The Challenge of Sales and Distribution
However, the commercial success in the English-language world is still lagging behind sales in Germany or elsewhere. This may be attributable to the fact that the memoir is only available in a limited number of stores; despite The New York Times-review, the Barnes and Noble on Union Square is one of the few New York book stores carrying it (Leo, who strolled the streets during the PEN World Festival, found the dearth of bookstores in New York “shocking”). This might change. Pushkin will be signing up with Random House distribution, as Melville House, another small-to-midsize publisher specialized in European literary fiction already has.
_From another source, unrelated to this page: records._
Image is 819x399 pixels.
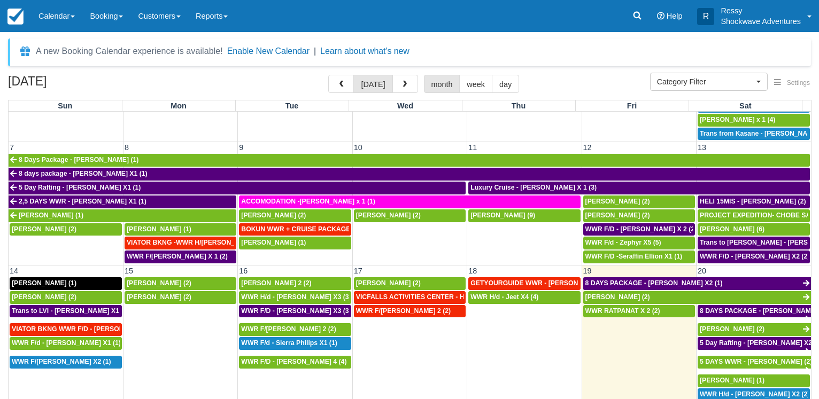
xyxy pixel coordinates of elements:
[492,75,519,93] button: day
[10,305,122,318] a: Trans to LVI - [PERSON_NAME] X1 (1)
[171,102,187,110] span: Mon
[127,239,278,247] span: VIATOR BKNG -WWR H/[PERSON_NAME] X 2 (2)
[125,278,236,290] a: [PERSON_NAME] (2)
[657,12,665,20] i: Help
[19,212,83,219] span: [PERSON_NAME] (1)
[583,305,695,318] a: WWR RATPANAT X 2 (2)
[468,182,810,195] a: Luxury Cruise - [PERSON_NAME] X 1 (3)
[468,210,580,222] a: [PERSON_NAME] (9)
[586,212,650,219] span: [PERSON_NAME] (2)
[586,280,723,287] span: 8 DAYS PACKAGE - [PERSON_NAME] X2 (1)
[698,224,810,236] a: [PERSON_NAME] (6)
[700,116,775,124] span: [PERSON_NAME] x 1 (4)
[698,114,810,127] a: [PERSON_NAME] x 1 (4)
[12,326,171,333] span: VIATOR BKNG WWR F/D - [PERSON_NAME] X 1 (1)
[627,102,637,110] span: Fri
[241,358,347,366] span: WWR F/D - [PERSON_NAME] 4 (4)
[698,210,810,222] a: PROJECT EXPEDITION- CHOBE SAFARI - [GEOGRAPHIC_DATA][PERSON_NAME] 2 (2)
[12,307,129,315] span: Trans to LVI - [PERSON_NAME] X1 (1)
[467,267,478,275] span: 18
[471,280,625,287] span: GETYOURGUIDE WWR - [PERSON_NAME] X 9 (9)
[700,358,812,366] span: 5 DAYS WWR - [PERSON_NAME] (2)
[12,280,76,287] span: [PERSON_NAME] (1)
[125,237,236,250] a: VIATOR BKNG -WWR H/[PERSON_NAME] X 2 (2)
[286,102,299,110] span: Tue
[241,212,306,219] span: [PERSON_NAME] (2)
[125,291,236,304] a: [PERSON_NAME] (2)
[698,324,811,336] a: [PERSON_NAME] (2)
[12,226,76,233] span: [PERSON_NAME] (2)
[583,278,811,290] a: 8 DAYS PACKAGE - [PERSON_NAME] X2 (1)
[239,278,351,290] a: [PERSON_NAME] 2 (2)
[582,267,593,275] span: 19
[8,75,143,95] h2: [DATE]
[586,294,650,301] span: [PERSON_NAME] (2)
[9,168,810,181] a: 8 days package - [PERSON_NAME] X1 (1)
[36,45,223,58] div: A new Booking Calendar experience is available!
[7,9,24,25] img: checkfront-main-nav-mini-logo.png
[239,305,351,318] a: WWR F/D - [PERSON_NAME] X3 (3)
[12,340,121,347] span: WWR F/d - [PERSON_NAME] X1 (1)
[700,377,765,385] span: [PERSON_NAME] (1)
[314,47,316,56] span: |
[698,128,810,141] a: Trans from Kasane - [PERSON_NAME] X4 (4)
[10,324,122,336] a: VIATOR BKNG WWR F/D - [PERSON_NAME] X 1 (1)
[583,251,695,264] a: WWR F/D -Seraffin Ellion X1 (1)
[700,226,765,233] span: [PERSON_NAME] (6)
[127,294,191,301] span: [PERSON_NAME] (2)
[124,267,134,275] span: 15
[586,253,682,260] span: WWR F/D -Seraffin Ellion X1 (1)
[586,239,662,247] span: WWR F/d - Zephyr X5 (5)
[241,294,351,301] span: WWR H/d - [PERSON_NAME] X3 (3)
[19,156,139,164] span: 8 Days Package - [PERSON_NAME] (1)
[698,375,810,388] a: [PERSON_NAME] (1)
[697,8,714,25] div: R
[583,291,811,304] a: [PERSON_NAME] (2)
[241,198,375,205] span: ACCOMODATION -[PERSON_NAME] x 1 (1)
[471,294,539,301] span: WWR H/d - Jeet X4 (4)
[127,226,191,233] span: [PERSON_NAME] (1)
[698,305,811,318] a: 8 DAYS PACKAGE - [PERSON_NAME] X 2 (2)
[700,326,765,333] span: [PERSON_NAME] (2)
[356,307,451,315] span: WWR F/[PERSON_NAME] 2 (2)
[19,184,141,191] span: 5 Day Rafting - [PERSON_NAME] X1 (1)
[787,79,810,87] span: Settings
[468,291,580,304] a: WWR H/d - Jeet X4 (4)
[9,210,236,222] a: [PERSON_NAME] (1)
[354,305,466,318] a: WWR F/[PERSON_NAME] 2 (2)
[9,154,810,167] a: 8 Days Package - [PERSON_NAME] (1)
[241,326,336,333] span: WWR F/[PERSON_NAME] 2 (2)
[467,143,478,152] span: 11
[471,184,597,191] span: Luxury Cruise - [PERSON_NAME] X 1 (3)
[10,356,122,369] a: WWR F/[PERSON_NAME] X2 (1)
[397,102,413,110] span: Wed
[698,337,811,350] a: 5 Day Rafting - [PERSON_NAME] X2 (2)
[241,340,337,347] span: WWR F/d - Sierra Philips X1 (1)
[356,280,421,287] span: [PERSON_NAME] (2)
[12,294,76,301] span: [PERSON_NAME] (2)
[9,143,15,152] span: 7
[650,73,768,91] button: Category Filter
[10,337,122,350] a: WWR F/d - [PERSON_NAME] X1 (1)
[127,280,191,287] span: [PERSON_NAME] (2)
[354,278,466,290] a: [PERSON_NAME] (2)
[768,75,817,91] button: Settings
[320,47,410,56] a: Learn about what's new
[10,291,122,304] a: [PERSON_NAME] (2)
[356,294,582,301] span: VICFALLS ACTIVITIES CENTER - HELICOPTER -[PERSON_NAME] X 4 (4)
[586,307,660,315] span: WWR RATPANAT X 2 (2)
[241,280,311,287] span: [PERSON_NAME] 2 (2)
[19,198,147,205] span: 2,5 DAYS WWR - [PERSON_NAME] X1 (1)
[468,278,580,290] a: GETYOURGUIDE WWR - [PERSON_NAME] X 9 (9)
[700,253,810,260] span: WWR F/D - [PERSON_NAME] X2 (2)
[583,237,695,250] a: WWR F/d - Zephyr X5 (5)
[698,196,810,209] a: HELI 15MIS - [PERSON_NAME] (2)
[125,224,236,236] a: [PERSON_NAME] (1)
[239,224,351,236] a: BOKUN WWR + CRUISE PACKAGE - [PERSON_NAME] South X 2 (2)
[582,143,593,152] span: 12
[9,196,236,209] a: 2,5 DAYS WWR - [PERSON_NAME] X1 (1)
[239,237,351,250] a: [PERSON_NAME] (1)
[721,5,801,16] p: Ressy
[697,143,708,152] span: 13
[227,46,310,57] button: Enable New Calendar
So, here is the magic formula for aspiring German authors: write a great book with an epic, interesting topic as well as with a personal angle, have it picked up by a mainstream German publisher who can turn it into a success, get a major book prize, have the book translated into as many languages as possible, and then cross your fingers that you’re discovered by an English-language house. The size of the latter does not matter, much more important is the determination of its editors and their knowledge of the literary world. Random House distribution helps, though. And, of course, don’t forget to get your book reviewed by The New York Times!
What did Maxim Leo take away from his New York visit? “I found it very moving when that woman in the audience said that she missed the subway because of my book,” he says, “This is what you’re living for as an author.” During this first reading at the Goethe Institute, he was also asked whether his family has read the manuscript, and has approved of the book. Yes, his parents had read it beforehand, but he would not have allowed them to rewrite it completely. “Only if they’ve found one little thing [I would change it].” But they didn’t. There is one more thing he found touching: “When our extended family met in Berlin some time ago, everybody came from somewhere else — England, America, Israel, Germany, France,” Leo says. “And at one point, I looked around and realized, everybody here can be traced back to Berlin. This is where we all come from.”
Eva C. Schweitzer is a writer and correspondent based in New York writing for German media. She runs Berlinica Publishing, a company that brings Berlin books to America.